Task details: Within the records below is a range that opens at the line with "Identify the location of More options." and closes at the line with "Task: Click on the MySCC". Return that range word for word, both ends included, and only that range.
START Extracted material
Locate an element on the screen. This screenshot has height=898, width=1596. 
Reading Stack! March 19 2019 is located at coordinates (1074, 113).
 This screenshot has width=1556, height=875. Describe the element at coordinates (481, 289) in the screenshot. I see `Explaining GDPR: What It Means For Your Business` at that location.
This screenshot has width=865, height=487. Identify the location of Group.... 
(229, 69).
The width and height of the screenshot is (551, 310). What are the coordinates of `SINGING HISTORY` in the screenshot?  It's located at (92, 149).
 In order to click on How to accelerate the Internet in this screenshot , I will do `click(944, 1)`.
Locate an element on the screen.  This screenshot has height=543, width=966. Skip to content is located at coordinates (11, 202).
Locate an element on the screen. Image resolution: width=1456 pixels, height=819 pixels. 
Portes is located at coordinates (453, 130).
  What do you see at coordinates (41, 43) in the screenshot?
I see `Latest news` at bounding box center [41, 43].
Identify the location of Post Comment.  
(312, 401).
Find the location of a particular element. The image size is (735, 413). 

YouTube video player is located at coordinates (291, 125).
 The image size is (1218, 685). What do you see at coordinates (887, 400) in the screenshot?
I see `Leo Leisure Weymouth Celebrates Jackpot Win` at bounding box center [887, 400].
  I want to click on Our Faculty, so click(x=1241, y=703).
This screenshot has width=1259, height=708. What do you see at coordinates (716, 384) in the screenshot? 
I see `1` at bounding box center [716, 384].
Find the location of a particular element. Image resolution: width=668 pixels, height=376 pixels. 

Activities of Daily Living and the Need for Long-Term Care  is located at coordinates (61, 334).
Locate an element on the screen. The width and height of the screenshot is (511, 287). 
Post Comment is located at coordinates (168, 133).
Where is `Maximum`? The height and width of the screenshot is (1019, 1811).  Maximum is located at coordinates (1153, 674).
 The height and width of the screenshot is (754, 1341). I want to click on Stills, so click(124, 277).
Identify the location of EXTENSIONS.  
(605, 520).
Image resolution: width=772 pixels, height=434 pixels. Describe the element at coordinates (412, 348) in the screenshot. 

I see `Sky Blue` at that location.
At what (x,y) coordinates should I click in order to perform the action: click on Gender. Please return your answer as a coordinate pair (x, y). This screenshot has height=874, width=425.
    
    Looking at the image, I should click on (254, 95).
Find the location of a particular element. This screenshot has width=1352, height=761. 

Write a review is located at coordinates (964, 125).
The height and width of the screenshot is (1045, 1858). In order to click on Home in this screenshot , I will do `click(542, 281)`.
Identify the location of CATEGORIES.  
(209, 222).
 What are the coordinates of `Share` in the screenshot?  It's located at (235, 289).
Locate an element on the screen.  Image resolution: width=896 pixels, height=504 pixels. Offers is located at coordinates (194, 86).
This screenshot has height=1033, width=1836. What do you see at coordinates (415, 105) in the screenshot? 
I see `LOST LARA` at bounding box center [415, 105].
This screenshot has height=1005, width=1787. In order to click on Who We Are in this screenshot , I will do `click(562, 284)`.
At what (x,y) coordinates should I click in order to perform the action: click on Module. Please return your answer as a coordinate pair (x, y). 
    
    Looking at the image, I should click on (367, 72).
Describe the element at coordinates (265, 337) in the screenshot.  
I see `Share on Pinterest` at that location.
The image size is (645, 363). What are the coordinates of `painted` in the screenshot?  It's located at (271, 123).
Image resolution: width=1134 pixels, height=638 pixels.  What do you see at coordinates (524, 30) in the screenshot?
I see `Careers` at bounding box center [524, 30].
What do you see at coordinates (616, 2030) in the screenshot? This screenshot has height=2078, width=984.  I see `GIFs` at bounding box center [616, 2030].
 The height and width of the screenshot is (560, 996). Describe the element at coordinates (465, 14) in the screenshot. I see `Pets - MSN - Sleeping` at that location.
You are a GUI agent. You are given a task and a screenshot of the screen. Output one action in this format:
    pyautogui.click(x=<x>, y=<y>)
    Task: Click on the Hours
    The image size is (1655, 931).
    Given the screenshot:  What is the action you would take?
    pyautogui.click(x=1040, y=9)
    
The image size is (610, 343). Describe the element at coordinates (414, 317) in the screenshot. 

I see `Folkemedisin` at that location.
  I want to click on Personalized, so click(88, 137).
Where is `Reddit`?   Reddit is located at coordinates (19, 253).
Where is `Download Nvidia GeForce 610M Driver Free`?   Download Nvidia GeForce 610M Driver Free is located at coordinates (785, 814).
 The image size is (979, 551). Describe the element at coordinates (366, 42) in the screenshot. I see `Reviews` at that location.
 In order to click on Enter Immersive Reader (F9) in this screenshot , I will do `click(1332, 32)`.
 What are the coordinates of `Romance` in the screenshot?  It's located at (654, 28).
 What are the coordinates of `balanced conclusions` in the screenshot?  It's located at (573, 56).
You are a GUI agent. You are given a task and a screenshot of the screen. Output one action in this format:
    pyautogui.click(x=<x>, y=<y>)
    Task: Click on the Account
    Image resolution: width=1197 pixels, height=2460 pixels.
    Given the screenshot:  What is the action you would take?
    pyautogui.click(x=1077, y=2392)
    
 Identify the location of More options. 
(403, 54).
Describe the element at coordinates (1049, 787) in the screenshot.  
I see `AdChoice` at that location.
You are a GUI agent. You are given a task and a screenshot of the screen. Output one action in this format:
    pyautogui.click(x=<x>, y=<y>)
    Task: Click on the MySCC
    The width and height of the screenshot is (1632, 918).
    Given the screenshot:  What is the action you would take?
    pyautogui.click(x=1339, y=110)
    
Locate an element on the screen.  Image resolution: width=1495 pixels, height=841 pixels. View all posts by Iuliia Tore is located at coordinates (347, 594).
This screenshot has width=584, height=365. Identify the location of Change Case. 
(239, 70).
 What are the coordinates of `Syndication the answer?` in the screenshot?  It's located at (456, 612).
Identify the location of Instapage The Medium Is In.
END Extracted material
Response area:
 Identify the location of More options. 
(403, 54).
Describe the element at coordinates (1049, 787) in the screenshot.  
I see `AdChoice` at that location.
You are a GUI agent. You are given a task and a screenshot of the screen. Output one action in this format:
    pyautogui.click(x=<x>, y=<y>)
    Task: Click on the MySCC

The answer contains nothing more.